May 28, 2003

CSS Troubles

Tim Bray writes about trying to get some CSS to work with IE. The issue revolves around using CSS to specify a font size that can be resized in IE. Turns out it ain't so easy. Bray (correctly) blames IE:

The problem isn’t that CSS is too hard. The problem isn’t browser incompatibilities in general. The problem is specifically that Microsoft Internet Explorer is a mouldering, out-of-date, amateurish, out-of-date pile of dung. Did I say it’s out-of-date? As in past its sell-by, seen better days, mutton dressed as lamb, superannuated, time-worn. It’s so, like, you know, so twentieth-century.

Don't hold back, Tim. Seriously, this is a problem. As others have noted, IE development seems to have stagnated. Meanwhile, browsers like Mozilla, Safari, and Opera leapfrog IE in areas like standards compliance and user interface (tabbed browsing, anyone?).

Bray seems to think the number of people using non-IE browsers will continue to increase. I think the number probably will increase, but not to a point where it makes a serious difference. Bray's numbers (36% of users on Mozilla) are skewed because of his highly nerdy audience (he's an XML guru, for goodness sake). Most sites probably still see 80-90% IE. Most users don't change defaults, much less browsers. (Granted, these are sweeping generalizations, but I think they're pretty close to the truth).

So, what's the problem? If 80-90% of the world is using IE/win, then developers are forced to work around its bugs. We're still (in some minor ways) paying for the sins of Netscape 4, six plus years after it came out. A stagnant IE makes it more difficult to reach a point where developers can write standards-compliant code and feel comfortable that it will render properly across browsers and platforms. We're in a better position than we were a few years ago, but there is a world of useful features that are held back by IE's lack of development.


▶ **ABOUT THIS TASK**: Each record is to be printed exactly as given, down to the last mark.

▶ **MATERIAL PROVIDED**:
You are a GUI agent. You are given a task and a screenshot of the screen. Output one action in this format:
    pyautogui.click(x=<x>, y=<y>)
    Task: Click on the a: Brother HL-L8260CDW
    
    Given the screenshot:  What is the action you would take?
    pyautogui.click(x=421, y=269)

▶ **RESPONSE AREA**:
You are a GUI agent. You are given a task and a screenshot of the screen. Output one action in this format:
    pyautogui.click(x=<x>, y=<y>)
    Task: Click on the a: Brother HL-L8260CDW
    
    Given the screenshot:  What is the action you would take?
    pyautogui.click(x=421, y=269)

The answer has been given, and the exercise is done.